Early Life
John Popper was born in Cleveland, Ohio. His father was a Hungarian immigrant who escaped Budapest in the 1950s. Through him, Popper is related to David Popper, a 19th-century European cellist whose many solo works for the cello are staples of the instrument's repertoire. John's mother and brother are lawyers.
Popper was raised in Stamford, Connecticut, New York, and New Jersey. He attended Davenport Ridge School, Stamford Catholic High School (now Trinity Catholic High School) and Princeton High School (New Jersey). He took lessons on the piano, the cello, and the guitar, but none of those instruments appealed to him and he hated being forced to practice.
He originally wanted to become a comedian, finding he could use humor to make friends and avoid bullies, but when he and a friend performed a routine as The Blues Brothers, he found that he enjoyed musical performance. From there, he took up the harmonica. Popper played trumpet in the Princeton High School Studio Jazz Band, and convinced the teacher to let him play harmonica instead, after an in-class solo on the song "She Blinded Me With Science".

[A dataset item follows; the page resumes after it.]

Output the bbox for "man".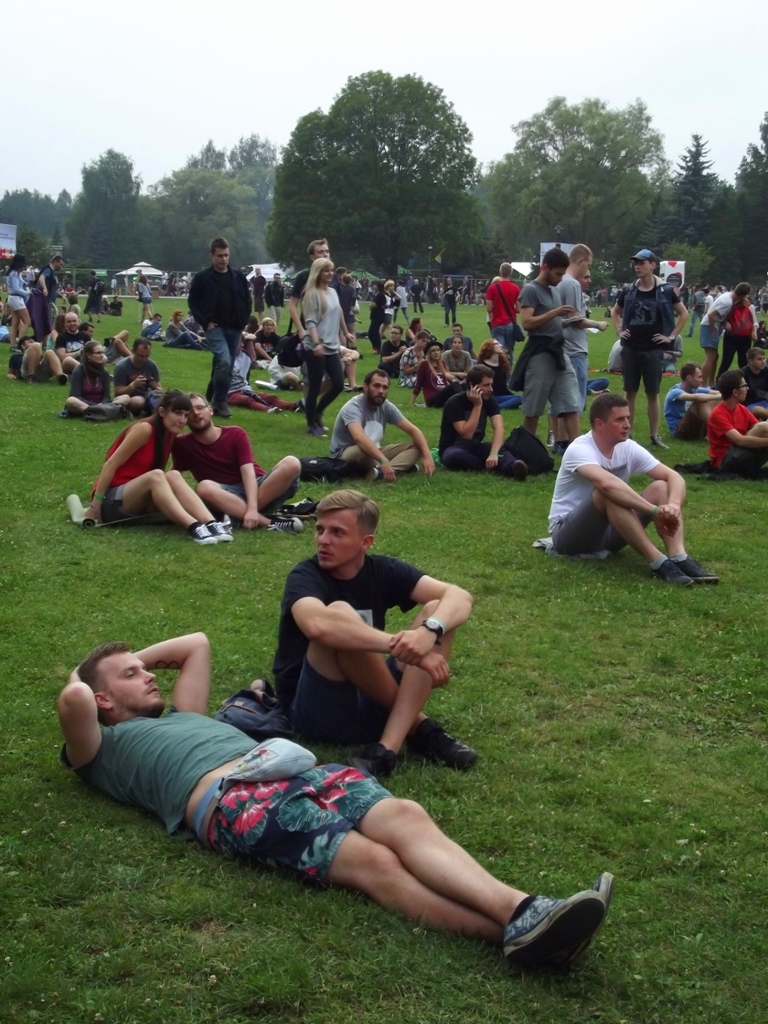
272, 487, 480, 771.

He formed several garage bands with friends in Princeton, New Jersey, one of which evolved into Blues Traveler in 1987. After graduating from high school, the group's members all moved to New York City, where Popper enrolled in The New School for Social Research along with two of his bandmates and high school friend Chris Barron. Popper attended for three years but devoted himself to the band full-time once they signed a record contract in 1990.
Read more about this topic: John Popper
Famous quotes containing the words early and/or life:
“It is so very late that we
May call it early by and by. Good night.”
—William Shakespeare (15641616)
“Only one endowed with restless vitality is susceptible to pessimism. You become a pessimista demonic, elemental, bestial pessimistonly when life has been defeated many times in its fight against depression.”